Not a Princess Ficbit – Unfamiliar Ceilings

Still slowly working on Track battle, so… have a bit of something I’m working on in tiny scribbles at wee hours of the morning.

A/N: AU where Private John William Bancroft did not disperse with the Incarnate Unit just because Cain said so; not with their captain and doctor both missing. It’s amazing what a dragon can overhear from tired medics, even when he’s not trying to be stealthy.

…Time for a dragon-napping.


Hell, Hank Henriette thought blearily, looked an awful lot like a worn wooden ceiling. Sounded like summer birdsong and cicadas, and smelled like tea, sun-dried cotton, and the warm breath of a sleeping girl.

Elaine?!

His side and arm both twinged as Hank started. The arm was almost expected, the tug of a medical drip – if he could expect anything, past Cain went mad, he shot her, he went mad and we never knew-!

The side was surprising. It hurt. Like a… healed bullet wound.

He’d been shot since the transformation. It’d always healed in days, or less. This hurt like it’d been healing a while. Like he’d been made a frail, vulnerable human again.

Worse. Even the worst gut-shot still let you move. What did Elaine put in those bullets?

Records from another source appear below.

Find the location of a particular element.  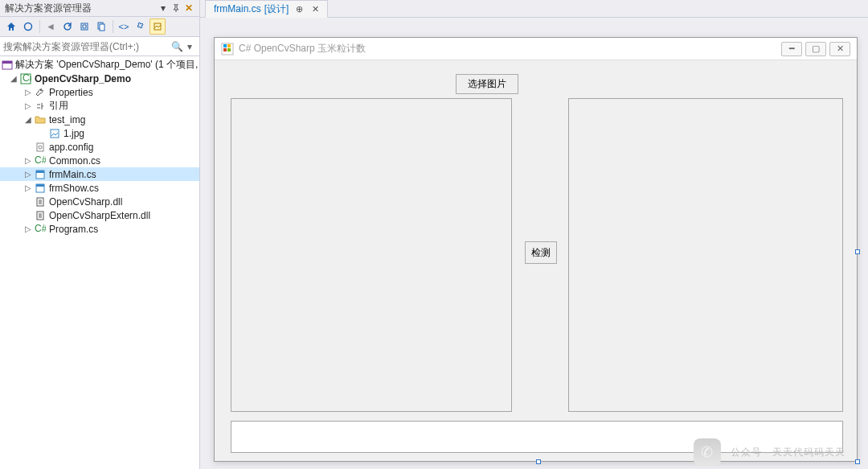

tab-frmmain-design: frmMain.cs [设计] ⊕ ✕ is located at coordinates (267, 9).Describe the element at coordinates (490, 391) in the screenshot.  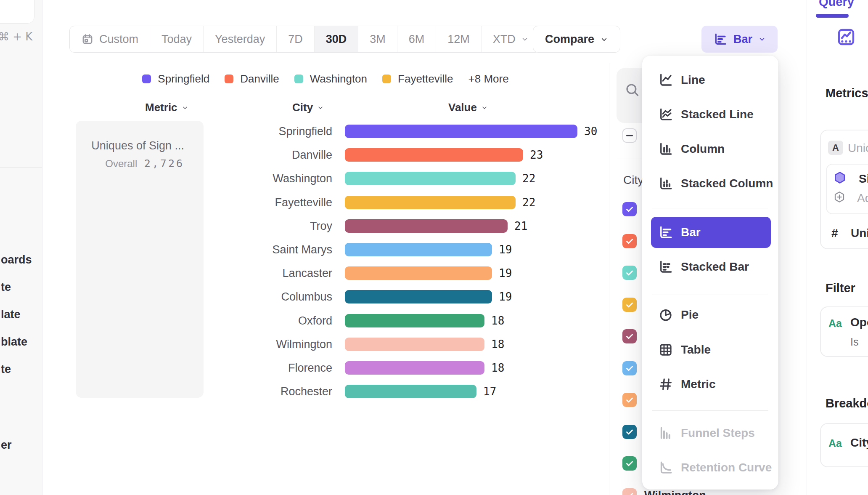
I see `bar-value-label: 17` at that location.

He’d dipped the bed, trying to sit up. The girl slumped in a simple wood chair at his bedside leaned further onto her arms, pink lips pursed in sleepy annoyance as her headrest moved.

Not Elaine.

No. Too young, and Elaine had never worn dark hair in a tight, no-nonsense braid. Not to mention after years of war, Elaine hadn’t had the sheer joy it would take to wear that brilliant blue butterfly clip.

Elaine. Elaine is… gone.

And I’m alive.

Hank drew in another breath, trying to tease as much information from the scents as he could. This didn’t make sense. He ought to be in a military hospital, or under guard, or – if Elaine had told their superiors what she suspected – not waking up at all. If all the Incarnates would eventually go mad….

Cotton. Bread baking somewhere not too far away. Children; boys and girls, he thought, all younger than his exhausted nurse. Green growing things on the breeze from the sunny window, a scent of scales and smoke that said dragon

A massive blue eye peered through the open window. Blinked. Huffed, with just the faintest trace of smoke.

“Will?” The sight of brown scales was enough to get Hank moving, a little more gingerly this time. Ow. “What’s going on?”

Oh hell, why was he even asking, William couldn’t speak anymore-

A claw lifted a chalkboard into view, chalk a bright white line where someone had harnessed a piece onto one massive talon.

“Take it easy, Captain. You’ve been out cold two months.”